Khartoum has seized oil awaiting shipment to compensate for what it argues are unpaid fees. Industry sources say the north has sold at least one shipment of southern oil. In protest, South Sudan has shut down production.
OUTLOOK: "STABLE"
How to find new revenues? Khartoum expects to have exported $3 billion of gold in 2011 plus another $1 billion of other minerals. Mining workers say the real figures are less than a third of that.
"Only 7 of the 70 projected tonnes of gold output for 2011 come from regular mines," said a foreign mining executive who declined to be named. "The rest is produced by gold seekers whose output is very hard to verify, and often ends up being smuggled abroad."
The government predicts 2 percent growth in 2012 but the International Monetary Fund (IMF) thinks the economy will contract. A senior Sudanese analyst with ties to the government says food inflation is much higher than the official figure. Prices for meat, sugar, vegetable oil and other staples are doubling every year, according to the analyst, who asked not to be named.
Customs officials at Khartoum airport now search almost every piece of luggage brought into the country, hoping to find a laptop or other electric device on which they can charge duties.

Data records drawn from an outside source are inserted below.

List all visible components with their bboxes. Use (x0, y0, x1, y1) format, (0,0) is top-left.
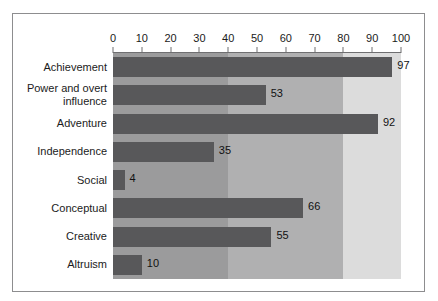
bar-row: 97 (113, 53, 401, 81)
category-label: Achievement (13, 53, 107, 81)
category-label: Power and overtinfluence (13, 81, 107, 109)
x-axis-tick-label: 20 (164, 33, 176, 44)
category-label-line: Altruism (67, 258, 107, 271)
bar-value-label: 10 (147, 257, 159, 270)
category-label: Adventure (13, 110, 107, 138)
category-label: Creative (13, 223, 107, 251)
bar-row: 66 (113, 194, 401, 222)
category-label-line: Social (77, 174, 107, 187)
chart-figure: 0102030405060708090100 AchievementPower … (12, 13, 425, 292)
x-axis-tick-label: 10 (136, 33, 148, 44)
bar[interactable] (113, 198, 303, 218)
bar[interactable] (113, 57, 392, 77)
category-label-line: influence (27, 95, 107, 108)
bar-value-label: 35 (219, 144, 231, 157)
x-axis-tick-label: 30 (193, 33, 205, 44)
bar-value-label: 92 (383, 116, 395, 129)
category-axis-labels: AchievementPower and overtinfluenceAdven… (13, 53, 107, 279)
bar-value-label: 53 (271, 87, 283, 100)
bar-value-label: 66 (308, 200, 320, 213)
x-axis-tick-label: 60 (280, 33, 292, 44)
bar-row: 92 (113, 110, 401, 138)
plot-area: 975392354665510 (113, 53, 401, 279)
bar-row: 55 (113, 223, 401, 251)
bar[interactable] (113, 85, 266, 105)
bar[interactable] (113, 142, 214, 162)
bar[interactable] (113, 227, 271, 247)
bar-row: 10 (113, 251, 401, 279)
category-label-line: Creative (66, 230, 107, 243)
category-label: Altruism (13, 251, 107, 279)
x-axis-tick-label: 50 (251, 33, 263, 44)
category-label: Conceptual (13, 194, 107, 222)
bar[interactable] (113, 170, 125, 190)
bar-row: 4 (113, 166, 401, 194)
category-label: Social (13, 166, 107, 194)
x-axis: 0102030405060708090100 (113, 32, 401, 53)
x-axis-tick-label: 70 (308, 33, 320, 44)
category-label: Independence (13, 138, 107, 166)
bar-row: 35 (113, 138, 401, 166)
x-axis-tick-label: 100 (392, 33, 410, 44)
bar[interactable] (113, 114, 378, 134)
category-label-line: Power and overt (27, 82, 107, 95)
category-label-line: Independence (37, 145, 107, 158)
bar-value-label: 55 (276, 229, 288, 242)
bar-value-label: 4 (130, 172, 136, 185)
x-axis-tick-label: 80 (337, 33, 349, 44)
bar-value-label: 97 (397, 59, 409, 72)
category-label-line: Conceptual (51, 202, 107, 215)
bar-row: 53 (113, 81, 401, 109)
x-axis-tick-label: 40 (222, 33, 234, 44)
bar[interactable] (113, 255, 142, 275)
category-label-line: Adventure (57, 117, 107, 130)
x-axis-tick-label: 0 (110, 33, 116, 44)
category-label-line: Achievement (43, 61, 107, 74)
x-axis-tick-label: 90 (366, 33, 378, 44)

Khartoum had long known the South would secede, but did little to diversify its economy away from oil, bankers say. Just days after South Sudan became independent last July, Sudan's parliament, which is controlled by Bashir's National Congress Party (NCP), passed a budget predicting stable oil revenues.
"They just thought it would continue like that," said a senior banker in Khartoum who declined to be named. "That's why I doubt they now have a plan to turn the economy around."
Harry Verhoeven, a researcher at the University of Oxford who has studied Sudan extensively, said Khartoum had used its oil revenues for large, expensive projects such as the Merowe dam that sparked December's protest.
ISOLATED
Since the united States imposed a trade embargo on Sudan in 1997, most Western firms have shunned the country. The ongoing domestic insurgencies and the International Criminal Court's indictment of Bashir mean that's unlikely to end any time soon.
That leaves Khartoum reliant on China, its biggest trading partner, and Gulf Arab states. But no substantial aid or loans have been announced yet apart from small development programs.
At an Arab investment conference in December, prominent Saudi businessman Sheikh Saleh Kamal slammed Sudan's taxation, investment, land and work laws.
"I said it already in the '90s but I repeat it again since nothing has changed," said Kamal, head of Islamic lender Al-Baraka Banking Group and the Islamic Chamber of Commerce and Industry. "The investment climate in Sudan does not help to attract any investments."
MIXED MESSAGES
Despite the growing problems, organizing protests isn't easy. Power cuts, unreliable cell phone networks and low internet usage make it hard to mobilize people through Facebook or Twitter as happened in Egypt.
Activists are trying to link up with groups such as the people displaced by the Merowe dam, or poor farmers.
Many are frustrated with the inconsistent and ineffectual opposition parties, most of which are run by former rulers in their 70s. Activists say the main opposition party, the Umma Party, is unwilling to call for mass protests. The party's veteran chairman Sadeq al-Mahdi recently said he wanted the president to go. But his son just became a presidential assistant in Bashir's office. The leaders of another big opposition party have decided to join the government.
For the female computer technology student, the only way is out.
"I'm just tired of Sudanese politics. I think there will be a revolution, but nothing will change. We will have the same people," she said.
"I just want to leave Sudan. I don't see any job prospects here. I think 90 percent of students want to leave Sudan."